Federal Taxes on Gratuitous Transfers Textbook
Bridget J. Crawford (Professor of Law, Pace Law School), Joseph M. Dodge (Stearns Weaver Miller Weissler Alhadeff & Sitterson Professor, Florida State University College of Law), and Wendy C. Gerzog (University of Baltimore School of Law) recently published their book entitled Federal Taxes on Gratuitous Transfers (Aspen 2011). A description of the book is below:
This book deals with the federal wealth transfer taxes and the federal income tax insofar as it bears on gratuitous transfers. The federal wealth transfer taxes as of 2011 consist of a unified estate and gift tax and a generation-skipping transfer tax. The federal transfer tax system is separate and apart from the federal income tax.
This coursebook differs (to a greater or lesser degree) from others in the same field in the following respects: (1) pervasive use of problems as a pedagogical tool; (2) emphasis on text, statutes, and regulations, rather than cases (especially cases that involve routine application of law to facts); (3) integration of related income tax materials, including the income taxation of estates and trusts; (4) relation of tax doctrine to tax planning strategies; (5) focus on doctrine that influences the practice of estate and trust law, rather than doctrine for its own sake; (6) integration, early on, of valuation issues into “taxability” material; (7) reference to state law (including recent developments) as it bears on transfer tax issues, with full coverage of issues raised by community property systems; and, (8) “building block” organization, rather than segmented organization according to Code sections.
To elaborate on the last item, the first chapter operates as a transition from courses in Property, Individual Income Taxation, and Estates and Trusts, and the second chapter provides an overview of the basic features of the federal transfer tax landscape. Thereafter, the book progresses from problems attendant upon routine or simple estates to those attendant upon wealthy estates with complex tax-oriented features. This organizational scheme renders it possible (if not optimally desirable) for the student to take this course concurrently with the basic courses in Income Tax and in Wills, Estates, and Trusts. The organizational format of this text entails the repetition of basic or important points, and the relationship of the fine points to the basics. In general, the intent has been to create a fresh view of the subject as of the year 2011, as opposed to bringing a previous effort up to date.
The book incorporates both the “Tax Relief, Unemployment Insurance Reauthorization, and Job Creation Act of 2010” (2010 Tax Act), P. L. 111-312, signed into law Dec. 17, 2010, and the Joint Committee on Taxation’s Technical Explanation of that legislation published for the U.S. Senate a week before the bill’s passage. See JCX-55-10, pp. 39-53 (Dec. 10, 2010). Sections 301-304 of the 2010 Tax Act include the reinstatement of the estate tax, the repeal of carryover basis for assets in a decedent’s estate, an election for decedents who died in 2010 to avoid estate taxes but to be subject to the carryover basis rules of §1022, new tax rates and exemptions, a new provision providing for portability of a deceased spouse’s unused exclusion amount, and the extension of the EGTRRA Sunset until the end of the year 2012.
The emphasis on text, analysis, and problems also renders this text suitable for an L.L.M. program in taxation. As the book progresses, it becomes more technical, with increased reference to drafting issues and commentary on controversial legal issues.
The organization (simple to complex estates), the frequent references to state law and income tax provisions, the descriptions of transactions and their uses, and the elaborate discussion concerning the drafting and use of formula clauses in relation to the marital deduction combine to make this book suitable for a tax-oriented estate planning course.
A reason to study the federal transfer taxes is that many doctrines of state law come into play primarily in a tax context. A leading example is the law of disclaimers. In the absence of the federal transfer taxes, various kinds of trusts (and, within trusts, powers of appointment), would be used much less often. Indeed, much of the “law” concerning trusts and powers of appointment is to be found in cases involving the federal transfer taxes.
Study of the federal transfer taxes well serves the development of skills relating to statutory exegesis, transactional analysis, and planning. The very nature of the subject, the transfer of wealth to the natural objects of one’s bounty and charity, is intrinsically forward-looking, as it is concerned with managing property around a future certain event, one’s death (and thereafter).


Work to be completed :: Given the entries below, would you transcribe exactly the lines starting at the one with "pixels, height=840 pixels." and ending at the one with "You are a GUI", both kept, pictures omitted, nothing extra?

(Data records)
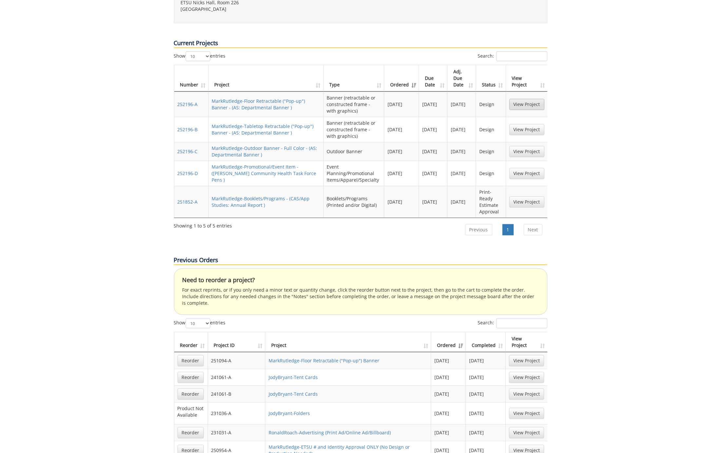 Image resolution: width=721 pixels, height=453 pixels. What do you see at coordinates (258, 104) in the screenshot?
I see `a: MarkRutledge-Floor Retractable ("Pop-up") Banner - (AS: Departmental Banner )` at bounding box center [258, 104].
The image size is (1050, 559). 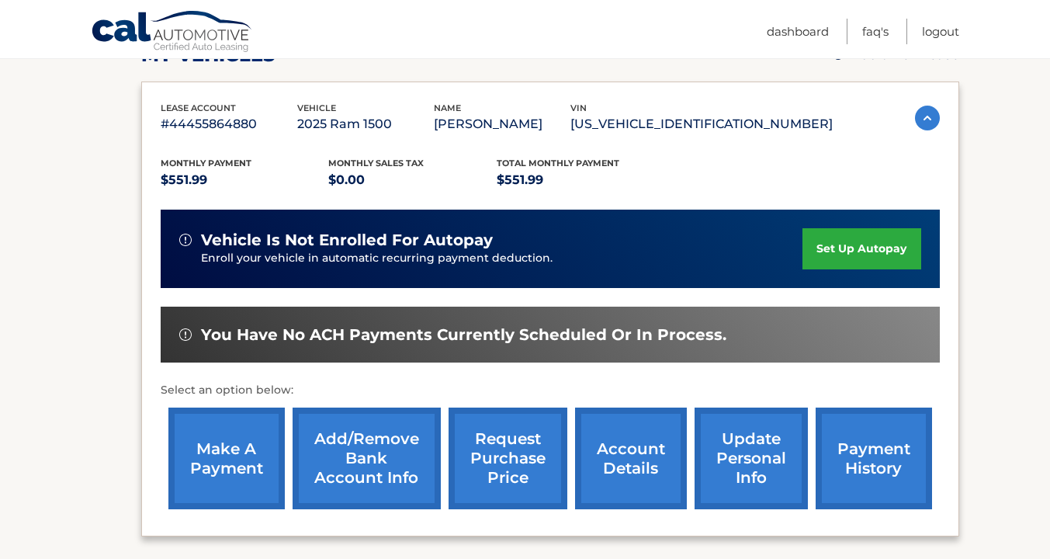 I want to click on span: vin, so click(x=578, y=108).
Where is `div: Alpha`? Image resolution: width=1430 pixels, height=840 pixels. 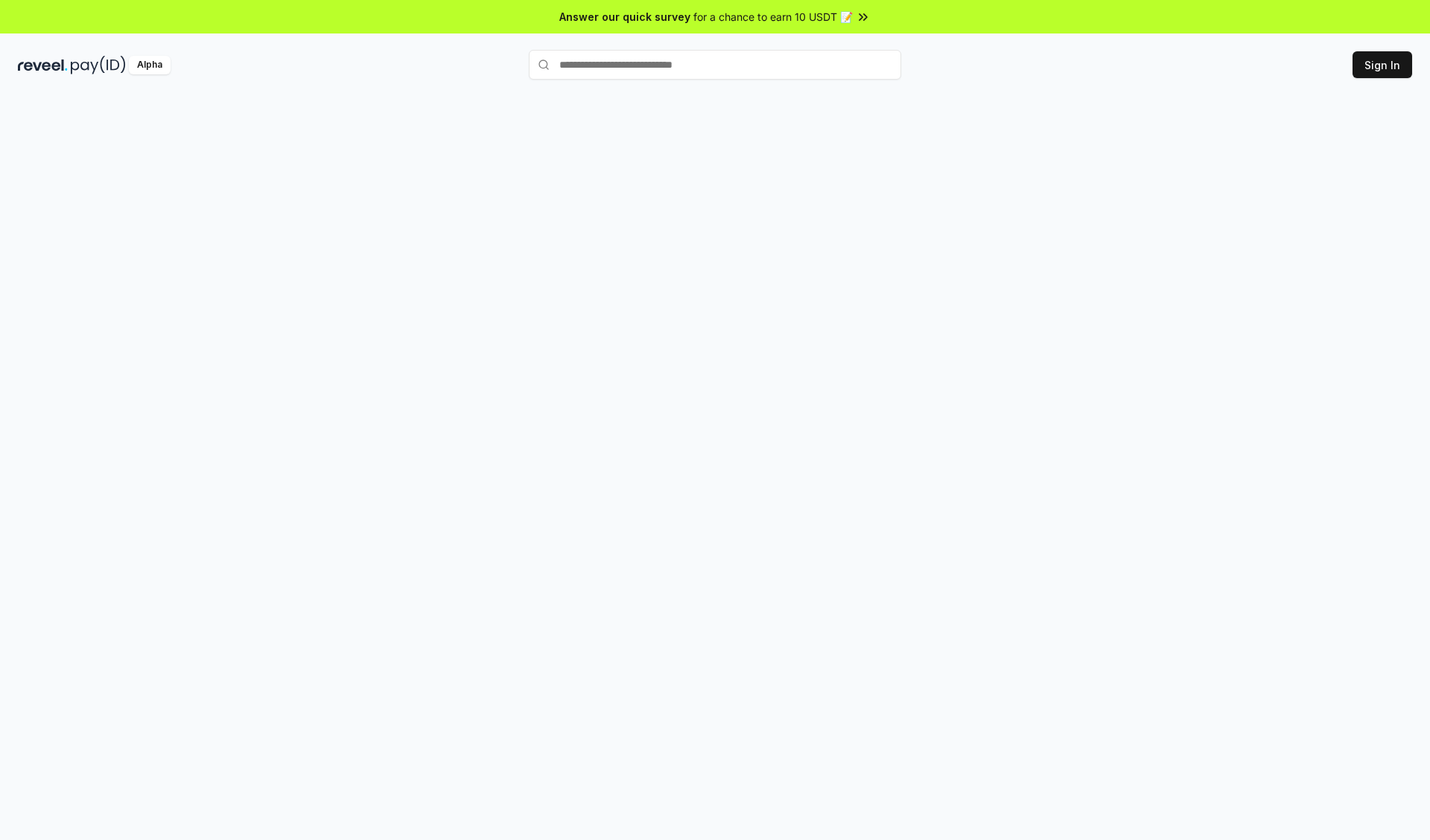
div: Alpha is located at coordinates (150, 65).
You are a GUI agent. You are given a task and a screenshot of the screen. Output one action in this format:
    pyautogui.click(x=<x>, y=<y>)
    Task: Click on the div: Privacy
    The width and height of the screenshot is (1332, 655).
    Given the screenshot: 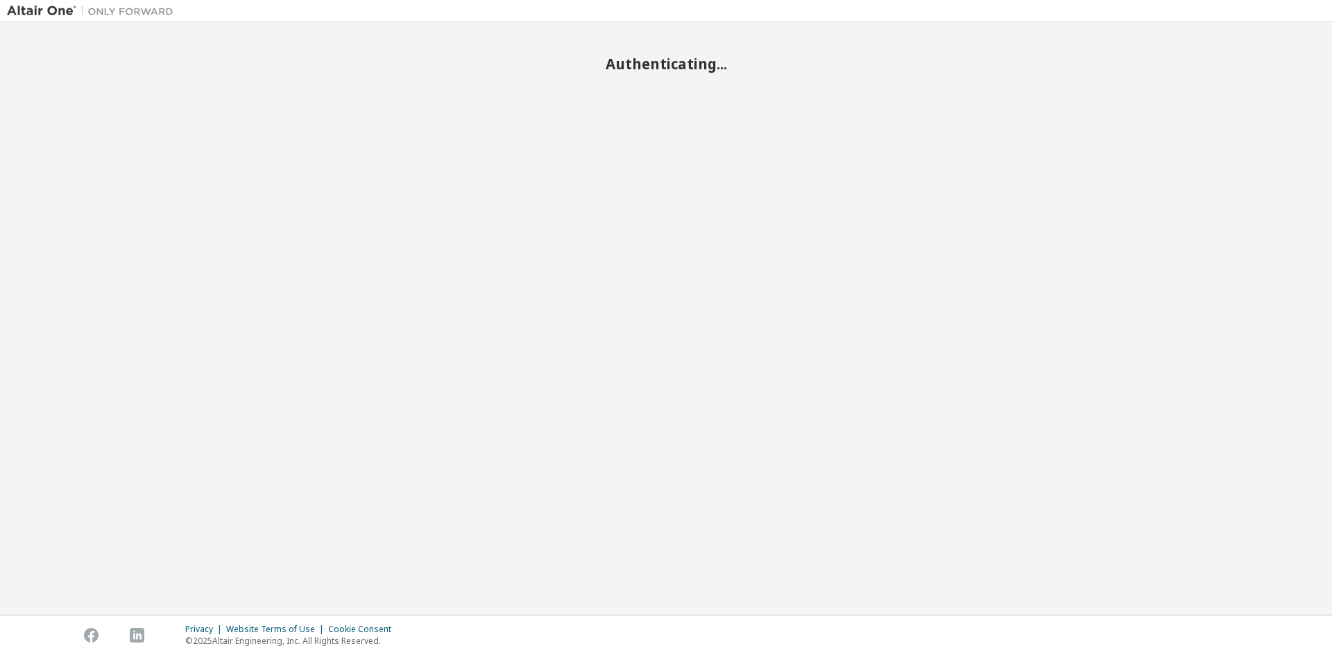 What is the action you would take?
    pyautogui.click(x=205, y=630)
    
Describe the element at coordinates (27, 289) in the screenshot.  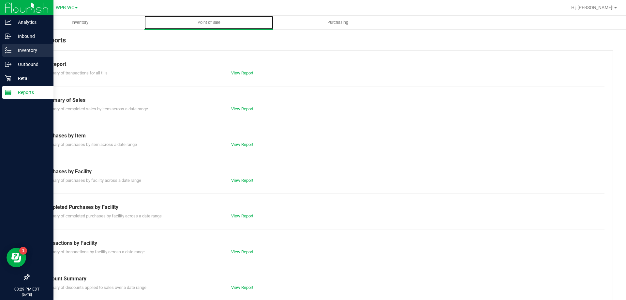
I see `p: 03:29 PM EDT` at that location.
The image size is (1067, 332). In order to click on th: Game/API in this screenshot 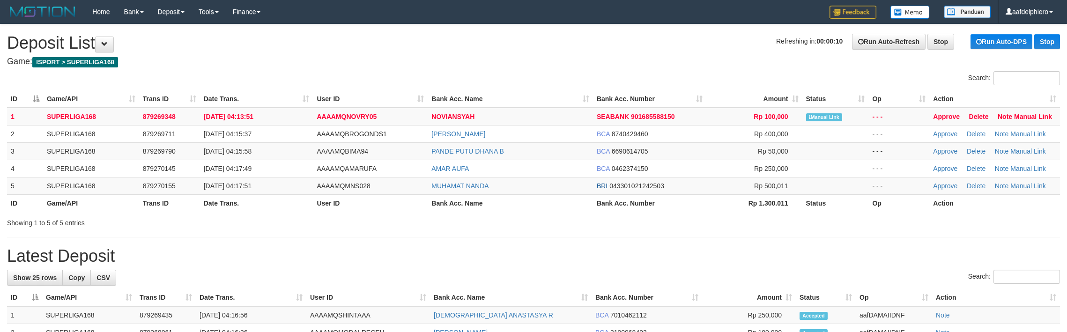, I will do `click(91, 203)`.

Solution to the exercise ::
Where is `div: Alpha`? Image resolution: width=1430 pixels, height=840 pixels. 
div: Alpha is located at coordinates (150, 65).
You are a GUI agent. You are given a task and a screenshot of the screen. Output one action in this format:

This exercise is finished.